POSTCOLONIAL TRENDS IN POST-SOVIET CULTURE AND LITERATURE
DOI:
https://doi.org/10.56525/0hjpbb88Keywords:
postcolonialism, colonialism, culture, imperialism, post-Soviet, literature, USSR, world literature, emigration, national identity, center-periphery, cultural imperialismAbstract
Post-colonialism has become a popular and important theory for literary studies today. Culture is not only a key factor in defining this literary theory, but also an important point in distinguishing post-colonialism from imperialism, colonialism, and neocolonialism. As we know, postcolonialism is mainly concerned with the study of colonized cultures, intercultural struggle, and the intersection of cultures. Culture has been an important concept for research since the beginning of this literary theory. Postcolonialism has three predecessors and important theoretical foundations. These are Antonio Gramsci (1891-1937) and his cultural hegemony, Frans Fanon (1925-1961) and his voice of racist culture, and Michel Foucault (1926-1984) and his theory of power and discourse. Gramsci's cultural hegemony argues that a culturally diverse society can be controlled or dominated by one social class. Fanon's personal experience as a black intellectual in a white world, especially the confusion he felt from his first encounter with racism, strongly shaped his psychological theories of colonial culture, which are mainly expressed in Black Skin, White Masks (1952).

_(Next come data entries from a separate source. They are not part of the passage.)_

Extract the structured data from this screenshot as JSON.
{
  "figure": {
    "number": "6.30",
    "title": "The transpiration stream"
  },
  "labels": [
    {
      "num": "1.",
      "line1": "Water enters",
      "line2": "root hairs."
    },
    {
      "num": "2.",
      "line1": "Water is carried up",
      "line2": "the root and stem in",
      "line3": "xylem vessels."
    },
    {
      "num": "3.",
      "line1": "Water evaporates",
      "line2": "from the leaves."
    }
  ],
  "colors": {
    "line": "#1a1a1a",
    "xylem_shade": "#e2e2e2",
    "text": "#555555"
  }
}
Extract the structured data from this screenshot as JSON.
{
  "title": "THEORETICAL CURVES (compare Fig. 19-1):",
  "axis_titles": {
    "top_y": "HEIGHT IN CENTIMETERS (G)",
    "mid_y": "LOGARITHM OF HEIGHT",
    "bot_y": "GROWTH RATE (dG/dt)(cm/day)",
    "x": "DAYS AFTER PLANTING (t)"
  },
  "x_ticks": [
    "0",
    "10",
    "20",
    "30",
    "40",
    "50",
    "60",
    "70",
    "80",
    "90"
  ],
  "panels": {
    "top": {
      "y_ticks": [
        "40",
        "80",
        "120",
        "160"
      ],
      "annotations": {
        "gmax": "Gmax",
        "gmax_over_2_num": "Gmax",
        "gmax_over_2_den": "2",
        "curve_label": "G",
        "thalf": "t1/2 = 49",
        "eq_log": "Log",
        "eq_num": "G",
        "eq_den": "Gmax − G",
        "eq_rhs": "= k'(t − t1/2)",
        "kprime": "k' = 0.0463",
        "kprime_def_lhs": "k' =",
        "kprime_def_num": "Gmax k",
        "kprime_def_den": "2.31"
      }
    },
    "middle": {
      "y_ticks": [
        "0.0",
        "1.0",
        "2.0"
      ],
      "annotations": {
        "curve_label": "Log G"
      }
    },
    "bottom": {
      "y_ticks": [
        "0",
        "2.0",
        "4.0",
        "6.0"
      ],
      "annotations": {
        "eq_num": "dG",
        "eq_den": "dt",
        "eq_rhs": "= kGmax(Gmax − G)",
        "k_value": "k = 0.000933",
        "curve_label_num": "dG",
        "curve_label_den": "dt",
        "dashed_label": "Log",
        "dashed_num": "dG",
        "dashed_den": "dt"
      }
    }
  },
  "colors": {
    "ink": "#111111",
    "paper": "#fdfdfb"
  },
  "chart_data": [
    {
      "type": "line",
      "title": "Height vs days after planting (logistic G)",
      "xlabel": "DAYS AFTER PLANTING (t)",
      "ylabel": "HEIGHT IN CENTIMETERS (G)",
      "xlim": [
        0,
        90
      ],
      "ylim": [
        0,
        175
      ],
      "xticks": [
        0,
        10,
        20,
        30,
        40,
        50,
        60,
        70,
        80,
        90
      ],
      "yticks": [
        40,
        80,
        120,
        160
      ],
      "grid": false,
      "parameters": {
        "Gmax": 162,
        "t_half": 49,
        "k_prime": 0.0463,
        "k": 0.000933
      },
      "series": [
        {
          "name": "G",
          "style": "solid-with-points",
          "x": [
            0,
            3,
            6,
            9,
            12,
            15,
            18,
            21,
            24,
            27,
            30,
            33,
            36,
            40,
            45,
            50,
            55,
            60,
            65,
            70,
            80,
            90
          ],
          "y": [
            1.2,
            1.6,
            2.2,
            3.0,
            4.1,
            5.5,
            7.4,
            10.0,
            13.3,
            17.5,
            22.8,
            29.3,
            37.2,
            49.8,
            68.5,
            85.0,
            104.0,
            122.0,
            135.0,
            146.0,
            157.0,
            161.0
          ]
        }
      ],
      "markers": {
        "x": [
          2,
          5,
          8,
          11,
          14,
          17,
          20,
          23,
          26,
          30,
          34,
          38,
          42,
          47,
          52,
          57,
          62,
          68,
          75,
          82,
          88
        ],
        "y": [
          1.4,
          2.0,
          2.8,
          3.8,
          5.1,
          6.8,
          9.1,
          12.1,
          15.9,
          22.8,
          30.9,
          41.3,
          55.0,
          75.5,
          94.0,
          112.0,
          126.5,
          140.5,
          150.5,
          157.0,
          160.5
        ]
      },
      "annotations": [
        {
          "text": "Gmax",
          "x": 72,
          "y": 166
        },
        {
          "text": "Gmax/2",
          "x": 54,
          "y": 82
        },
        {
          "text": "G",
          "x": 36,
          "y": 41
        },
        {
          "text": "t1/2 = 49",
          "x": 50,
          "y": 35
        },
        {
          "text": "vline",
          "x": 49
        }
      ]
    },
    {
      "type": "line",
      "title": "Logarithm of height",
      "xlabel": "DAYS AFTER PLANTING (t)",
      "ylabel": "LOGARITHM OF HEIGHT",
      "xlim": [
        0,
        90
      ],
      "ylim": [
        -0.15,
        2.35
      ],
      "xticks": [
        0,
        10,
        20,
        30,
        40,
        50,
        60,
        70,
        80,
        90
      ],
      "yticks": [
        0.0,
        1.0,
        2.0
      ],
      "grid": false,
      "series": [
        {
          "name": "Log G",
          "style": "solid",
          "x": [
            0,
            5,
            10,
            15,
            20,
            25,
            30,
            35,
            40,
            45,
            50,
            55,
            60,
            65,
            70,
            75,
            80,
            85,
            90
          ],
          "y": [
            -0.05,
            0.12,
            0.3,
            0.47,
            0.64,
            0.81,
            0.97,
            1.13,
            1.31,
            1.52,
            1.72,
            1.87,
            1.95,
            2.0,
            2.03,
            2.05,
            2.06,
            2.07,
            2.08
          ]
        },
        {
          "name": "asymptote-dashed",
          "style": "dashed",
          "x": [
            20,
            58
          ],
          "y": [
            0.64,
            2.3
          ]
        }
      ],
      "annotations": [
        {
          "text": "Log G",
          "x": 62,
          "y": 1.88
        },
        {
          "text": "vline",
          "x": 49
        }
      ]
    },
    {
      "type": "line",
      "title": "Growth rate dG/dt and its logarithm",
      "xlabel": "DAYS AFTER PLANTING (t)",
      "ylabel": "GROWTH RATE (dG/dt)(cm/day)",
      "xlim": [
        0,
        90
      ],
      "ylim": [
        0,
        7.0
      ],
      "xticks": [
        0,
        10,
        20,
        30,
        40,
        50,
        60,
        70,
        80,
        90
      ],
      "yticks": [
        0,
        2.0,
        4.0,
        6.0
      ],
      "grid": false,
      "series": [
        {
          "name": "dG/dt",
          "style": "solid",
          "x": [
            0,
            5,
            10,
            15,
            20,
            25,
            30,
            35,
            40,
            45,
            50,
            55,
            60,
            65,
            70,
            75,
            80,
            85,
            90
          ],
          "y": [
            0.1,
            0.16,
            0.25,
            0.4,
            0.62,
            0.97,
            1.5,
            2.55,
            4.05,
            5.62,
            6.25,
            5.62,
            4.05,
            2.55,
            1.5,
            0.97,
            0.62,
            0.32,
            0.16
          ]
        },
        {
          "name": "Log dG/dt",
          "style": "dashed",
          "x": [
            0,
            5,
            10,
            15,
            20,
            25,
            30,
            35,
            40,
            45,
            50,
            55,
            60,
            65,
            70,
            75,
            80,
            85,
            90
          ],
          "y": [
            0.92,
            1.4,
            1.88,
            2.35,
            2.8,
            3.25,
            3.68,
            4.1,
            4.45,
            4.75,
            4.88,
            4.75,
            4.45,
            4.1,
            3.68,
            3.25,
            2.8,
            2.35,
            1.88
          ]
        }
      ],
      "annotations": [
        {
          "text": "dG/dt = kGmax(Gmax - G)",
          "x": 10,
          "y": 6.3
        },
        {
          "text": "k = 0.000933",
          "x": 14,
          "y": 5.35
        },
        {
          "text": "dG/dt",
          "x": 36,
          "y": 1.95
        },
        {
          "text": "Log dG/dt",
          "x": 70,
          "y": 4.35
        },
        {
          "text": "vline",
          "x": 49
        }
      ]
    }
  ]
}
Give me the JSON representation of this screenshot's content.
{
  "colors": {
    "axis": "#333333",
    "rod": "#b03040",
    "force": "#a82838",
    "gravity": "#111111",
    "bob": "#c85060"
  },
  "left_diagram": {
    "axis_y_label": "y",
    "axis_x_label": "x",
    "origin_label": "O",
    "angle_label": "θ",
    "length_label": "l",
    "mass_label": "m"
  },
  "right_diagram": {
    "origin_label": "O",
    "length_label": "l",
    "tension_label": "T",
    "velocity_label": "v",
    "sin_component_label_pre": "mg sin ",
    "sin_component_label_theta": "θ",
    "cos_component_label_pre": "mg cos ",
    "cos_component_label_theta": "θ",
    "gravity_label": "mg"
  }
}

And Foucault's theory of power and discourse often serves as the basis for the dominance of one culture over another, a theory that Edward Said uses extensively in his Orientalism and Cultural Imperialism.
Postcolonialism, as a literary criticism, differs from imperialism, colonialism, and neocolonialism in its focus on culture. It is a combination of literary studies and cultural studies, and offers new perspectives for rereading literary works from a cultural perspective. The appropriation of postcolonialism, especially its cultural factors, will in turn have a long-term impact on the study of world literature.